Every child counts

September 15, 2020
Issue 
Child protection workers rally on September 9. Photo: CPSU/CSA Facebook

Child protection workers and foster carers held a candlelight vigil outside Parliament House on September 9, to draw attention to a “dangerously overstretched” child protection system.

Community and Public Sector Union, Civil Service Association (CPSU/CSA) secretary Rikki Hendon reported that the total number of child protection cases has rocketed from 5762 in 2014 to 8336 in 2020 — a huge 44% increase. Meanwhile, staff numbers rose by just 10%.

As a result, child protection workers are carrying more cases than is safe and manageable. As of April, 69 child protection workers carried in excess of 15 cases each, the official maximum established by orders of the Western Australia Industrial Relations Commission.
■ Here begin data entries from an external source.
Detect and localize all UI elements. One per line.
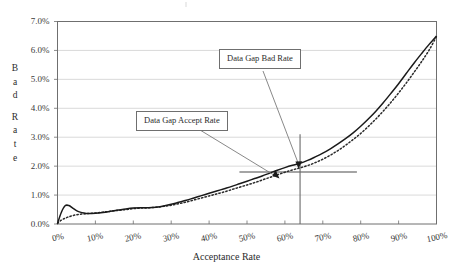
callout-data-gap-accept-rate[interactable]: Data Gap Accept Rate xyxy=(136,111,228,131)
y-title-letter-1: a xyxy=(8,76,22,90)
gridlines-group xyxy=(58,22,437,196)
y-title-letter-5: a xyxy=(8,124,22,138)
y-tick-label-1: 1.0% xyxy=(10,191,50,200)
reference-lines-group xyxy=(239,134,356,224)
y-title-letter-0: B xyxy=(8,62,22,76)
y-tick-label-6: 6.0% xyxy=(10,46,50,55)
y-title-letter-7: e xyxy=(8,152,22,166)
leader-line-bad-rate xyxy=(263,71,299,164)
x-axis-title: Acceptance Rate xyxy=(0,251,453,262)
y-title-letter-6: t xyxy=(8,138,22,152)
callout-data-gap-bad-rate[interactable]: Data Gap Bad Rate xyxy=(219,49,301,69)
y-tick-label-7: 7.0% xyxy=(10,17,50,26)
x-axis-tick-marks xyxy=(58,221,437,225)
y-tick-label-0: 0.0% xyxy=(10,220,50,229)
bad-rate-vs-acceptance-rate-chart: 0.0%1.0%2.0%3.0%4.0%5.0%6.0%7.0% 0%10%20… xyxy=(0,0,453,271)
y-title-letter-2: d xyxy=(8,89,22,103)
y-title-spacer xyxy=(8,103,22,111)
y-axis-title: BadRate xyxy=(8,62,22,165)
y-axis-tick-marks xyxy=(54,22,58,225)
y-title-letter-4: R xyxy=(8,111,22,125)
These figures become even more overwhelming when you consider that one “case” can refer, not just to an individual child, but to an entire family unit. This can result in a child protection worker juggling upwards of 40 children with complex needs.

Due to under-resourcing, child protection workers now face a situation where, every month, they must move cases from their own caseload to the “monitoring” list.
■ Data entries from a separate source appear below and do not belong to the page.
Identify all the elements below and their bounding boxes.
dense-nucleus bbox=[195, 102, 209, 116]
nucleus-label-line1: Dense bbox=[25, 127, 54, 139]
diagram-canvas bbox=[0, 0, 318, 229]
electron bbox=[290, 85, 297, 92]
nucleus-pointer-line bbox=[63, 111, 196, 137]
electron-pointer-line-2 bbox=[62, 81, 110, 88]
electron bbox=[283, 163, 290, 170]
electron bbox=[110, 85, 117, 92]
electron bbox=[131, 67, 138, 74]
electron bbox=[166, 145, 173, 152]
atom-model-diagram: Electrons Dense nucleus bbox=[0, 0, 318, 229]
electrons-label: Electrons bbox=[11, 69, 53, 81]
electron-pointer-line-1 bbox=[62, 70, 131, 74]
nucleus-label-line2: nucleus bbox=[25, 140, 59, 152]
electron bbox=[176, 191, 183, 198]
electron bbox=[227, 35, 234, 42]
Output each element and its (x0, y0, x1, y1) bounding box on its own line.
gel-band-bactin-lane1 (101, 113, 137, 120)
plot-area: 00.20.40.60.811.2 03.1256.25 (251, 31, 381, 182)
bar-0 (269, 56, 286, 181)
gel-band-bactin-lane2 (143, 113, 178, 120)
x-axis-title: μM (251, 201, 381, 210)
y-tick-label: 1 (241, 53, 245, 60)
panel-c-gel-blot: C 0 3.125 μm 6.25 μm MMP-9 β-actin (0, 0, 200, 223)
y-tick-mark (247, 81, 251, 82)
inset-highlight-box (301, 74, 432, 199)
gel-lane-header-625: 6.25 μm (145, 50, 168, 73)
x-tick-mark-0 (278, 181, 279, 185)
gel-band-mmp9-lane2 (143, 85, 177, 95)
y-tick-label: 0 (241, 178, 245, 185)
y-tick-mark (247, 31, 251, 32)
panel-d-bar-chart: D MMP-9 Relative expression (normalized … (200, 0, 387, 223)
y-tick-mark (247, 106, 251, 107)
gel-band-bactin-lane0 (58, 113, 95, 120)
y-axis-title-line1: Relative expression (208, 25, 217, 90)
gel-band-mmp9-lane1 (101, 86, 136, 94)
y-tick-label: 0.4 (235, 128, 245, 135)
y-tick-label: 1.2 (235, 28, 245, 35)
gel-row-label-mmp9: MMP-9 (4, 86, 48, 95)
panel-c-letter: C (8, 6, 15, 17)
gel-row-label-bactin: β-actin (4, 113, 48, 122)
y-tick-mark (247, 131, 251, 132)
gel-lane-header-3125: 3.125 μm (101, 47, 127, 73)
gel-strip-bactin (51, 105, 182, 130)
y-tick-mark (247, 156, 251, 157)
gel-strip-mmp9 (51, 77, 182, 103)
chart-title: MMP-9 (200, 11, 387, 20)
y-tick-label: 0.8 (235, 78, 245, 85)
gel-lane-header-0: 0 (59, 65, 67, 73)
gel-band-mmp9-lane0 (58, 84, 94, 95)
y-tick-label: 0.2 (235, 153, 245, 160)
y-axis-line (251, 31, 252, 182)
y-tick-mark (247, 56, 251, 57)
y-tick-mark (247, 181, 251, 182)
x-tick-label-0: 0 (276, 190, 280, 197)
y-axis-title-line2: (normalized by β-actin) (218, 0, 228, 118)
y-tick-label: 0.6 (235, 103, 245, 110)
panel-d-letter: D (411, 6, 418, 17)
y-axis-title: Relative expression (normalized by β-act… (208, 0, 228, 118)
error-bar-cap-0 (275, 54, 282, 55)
Vulnerable children on the monitored list receive no active caseworker support as there is no budget to care for them. This monitoring list currently comprises 857 child protection cases.
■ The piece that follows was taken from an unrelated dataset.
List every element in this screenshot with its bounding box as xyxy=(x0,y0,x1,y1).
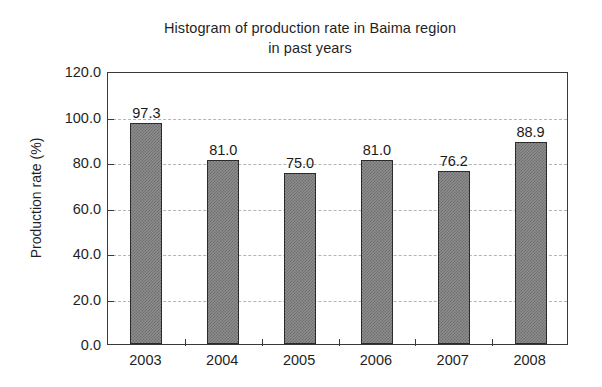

“Sometimes critical things do get missed,” Becky Anderson, child protection worker and CPSU/CSA vice-president, told the crowd. “Our demands are not about comfort. Turn-over and burn-out are a major challenge for us”. Nonetheless, Anderson vowed they will never surrender. “We are stronger because we know the value of social support. Vulnerable WA kids deserve the best care available.”

Child protection minister Simone McGurk said the government is considering additional resources, in the form of an additional 183 full-time equivalent staff this financial year. McGurk also spoke of additional resources going into early intervention and family and domestic violence.

In the face of her insistence that the state government is doing everything it can, a protestor responded: “We feel lost in the bureaucracy; we don’t feel heard anymore”.

The Every Child Counts Campaign is demanding that: every child be allocated a case worker; there be no “monitoring” list; the department be properly resourced; there be a dedicated foster care team to provide more support for carers; and a family domestic violence team that can respond rapidly and link families to support services.